(Data supplied)
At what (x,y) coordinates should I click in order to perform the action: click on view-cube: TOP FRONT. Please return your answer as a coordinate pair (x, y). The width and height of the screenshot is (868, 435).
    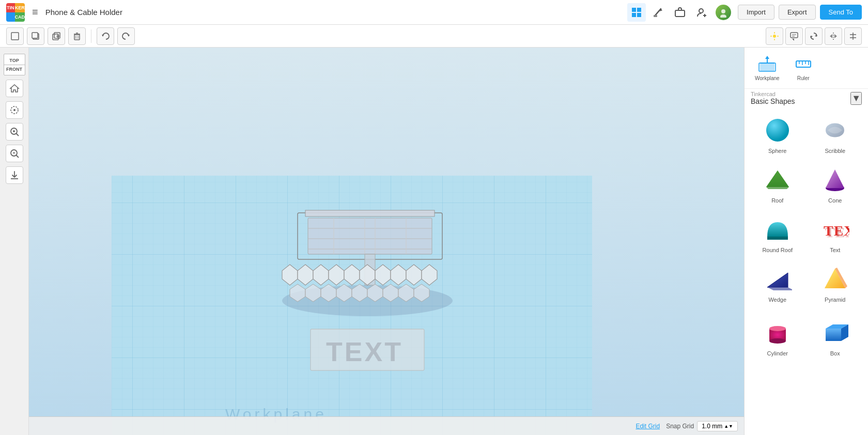
    Looking at the image, I should click on (14, 65).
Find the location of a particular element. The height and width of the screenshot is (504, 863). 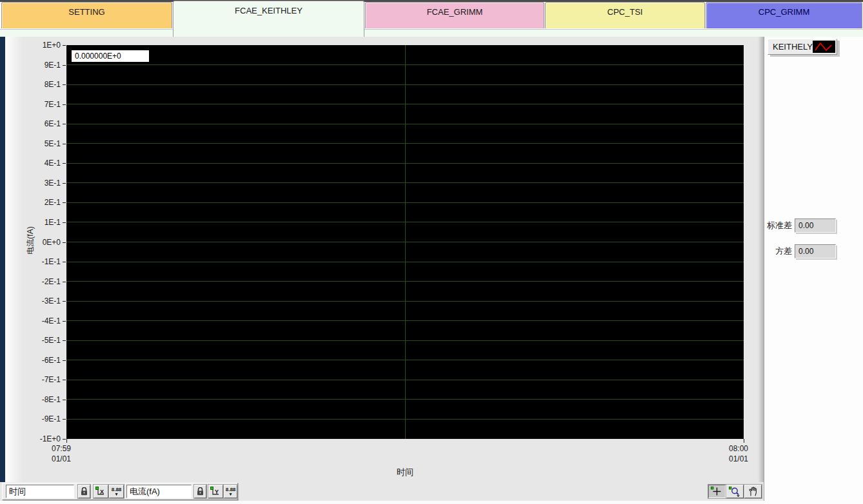

y-tick-label: 7E-1 is located at coordinates (33, 104).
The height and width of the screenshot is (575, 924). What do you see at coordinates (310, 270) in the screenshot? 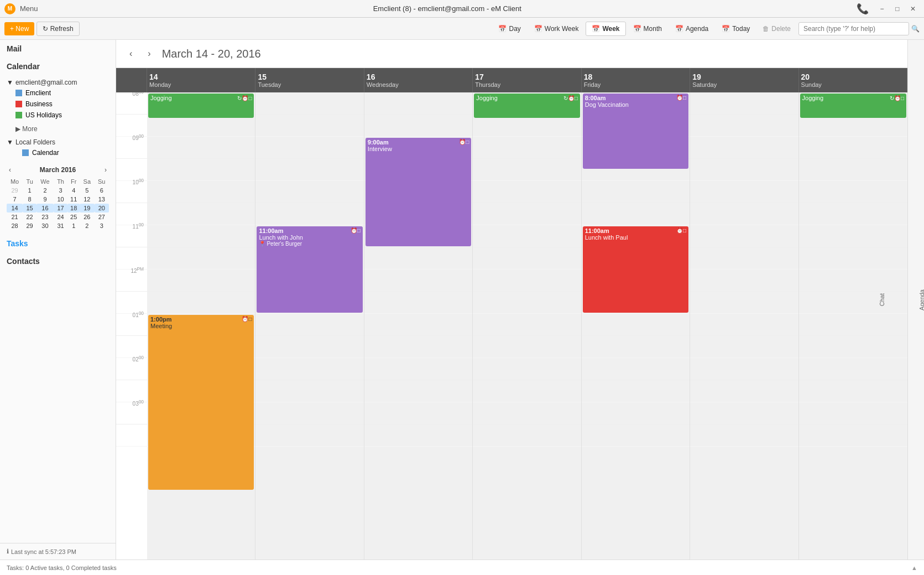
I see `calendar-event: 11:00am ⏰□Lunch with John📍Peter's Burger` at bounding box center [310, 270].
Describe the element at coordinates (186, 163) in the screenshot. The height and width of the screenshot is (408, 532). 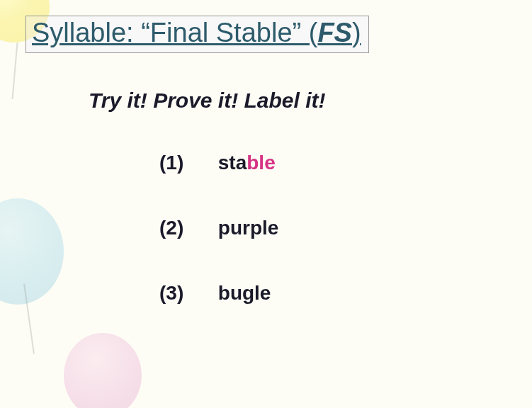
I see `item-number: (1)` at that location.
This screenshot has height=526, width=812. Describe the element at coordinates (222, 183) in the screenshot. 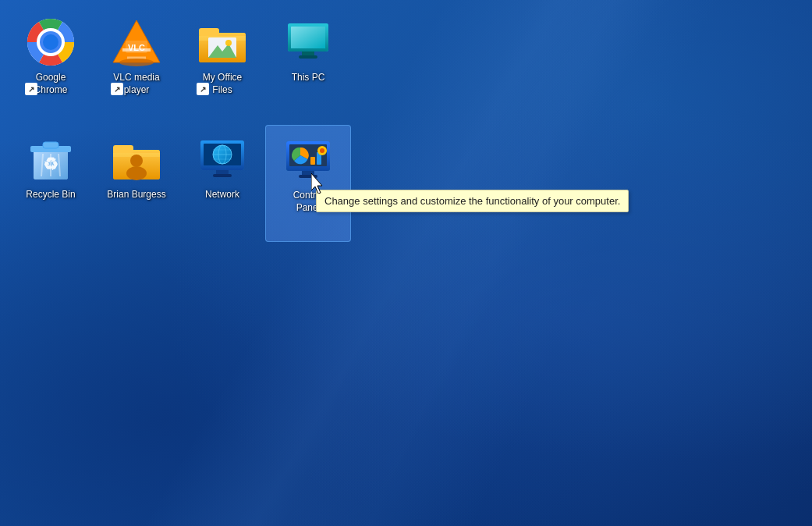

I see `desktop-icon-network: Network` at that location.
(End Data supplied)
## [What this task involves]
Reproduce each entry verbatim, excluding any embedded images.

## [Exercise response]
At what (x,y) coordinates should I click in order to perform the action: click on view-cube: TOP FRONT. Please return your answer as a coordinate pair (x, y). The width and height of the screenshot is (868, 435).
    Looking at the image, I should click on (14, 65).
Find the location of a particular element. The height and width of the screenshot is (504, 863). 

y-tick-label: 7E-1 is located at coordinates (33, 104).
The height and width of the screenshot is (575, 924). What do you see at coordinates (310, 270) in the screenshot? 
I see `calendar-event: 11:00am ⏰□Lunch with John📍Peter's Burger` at bounding box center [310, 270].
Describe the element at coordinates (186, 163) in the screenshot. The height and width of the screenshot is (408, 532). 
I see `item-number: (1)` at that location.
This screenshot has height=526, width=812. Describe the element at coordinates (222, 183) in the screenshot. 

I see `desktop-icon-network: Network` at that location.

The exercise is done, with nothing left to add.